Direct comparative studies of patients receiving TAVI, with or without prior BAV, with new-generation devices are lacking. In a recent nonrandomized study, Bijuklic et al. reported a significantly higher volume of cerebral ischemic lesions on cerebral magnetic resonance imaging (MRI) after implantation of a balloon-expandable aortic valve without prior BAV. The authors speculated that predilatation leads to plaque fragmentation which can reduce the risk of embolization and the size of pieces that embolize during stent implantation. In that study, however, most patients undergoing TAVI with the Edwards SAPIEN 3 THV had no BAV and they were compared with a historical control group of patients who received either an Edwards SAPIEN XT or an Edwards SAPIEN 3 [18]. No difference in MACCE was also reported by Pagnesi et al. in a cohort of 517 patients undergoing transfemoral TAVI with various generation devices with or without pre-BAV but the rate of post dilatation was increased in the group without prior valvuloplasty [24]. We recently presented in a pilot study the rate of embolic stroke evaluated with MRI in 46 consecutive patients undergoing TAVI with the balloon-expandable EDWARDS SAPIEN 3 THV with or without balloon predilatation. Our results did not show significant differences in cerebral ischemic lesions between the two groups and the new lesions were mainly lacunar [25].
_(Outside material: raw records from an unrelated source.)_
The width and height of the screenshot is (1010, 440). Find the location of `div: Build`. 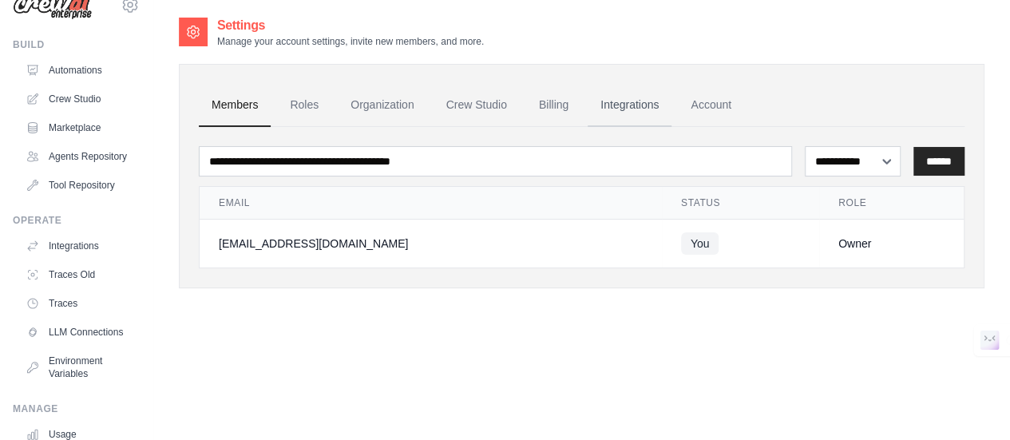

div: Build is located at coordinates (76, 45).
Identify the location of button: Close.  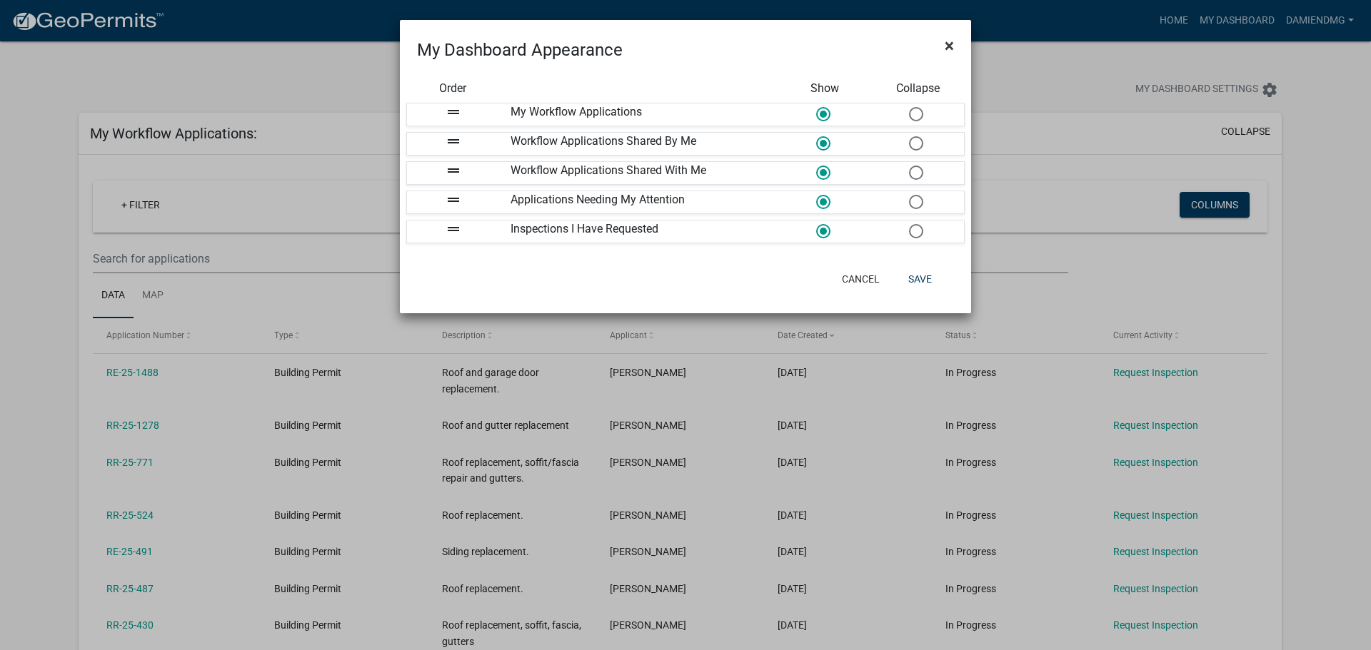
(949, 46).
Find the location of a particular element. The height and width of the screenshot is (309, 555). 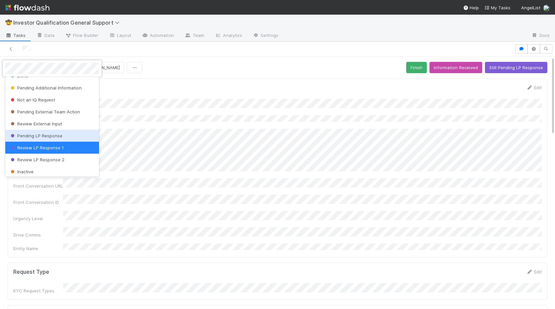

span: Pending LP Response is located at coordinates (36, 136).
The ongoing SIMPLIFy study randomizes 110 patients with LVEF ≤35% to TAVI without BAV (experimental group) or TAVI with BAV (control group) with the safe expandable Medtronic Corevalve THV [26]. The primary composite efficacy endpoint will include all-cause mortality, stroke, nonfatal myocardial infarction, acute kidney injury, or pacemaker implantation at 30-day follow-up.

Although this study will be implemented in a single hospital, which may limit the generalization of the findings, the design of the DIRECTAVI trial is unique in that no randomized comparisons have been made between TAVI performed with or without predilatation of the aortic valve using the third-generation SAPIEN 3 THV. While direct implantation of the THV is probably associated with reduction of procedure duration and radiation exposure, we do not know if this technique will be associated with net clinical benefits. Of particular concern is the possible increase of risk of stroke associated with direct implantation of the THV [18, 24]. Feasibility of the technique (noninferiority study) has also to be demonstrated. Simplifying the procedure and reducing complications of TAVI is challenging considering the future extension of the procedure to intermediate and low-risk patients [27]. Finally, the findings of DIRECTAVI will help to define the optimum strategy of the TAVI procedure and will facilitate evidence-based guidelines on the controversial issue of whether to predilate or not predilate the valve before implanting the THV.

Trial status

This study has been recruiting patients since May 2016.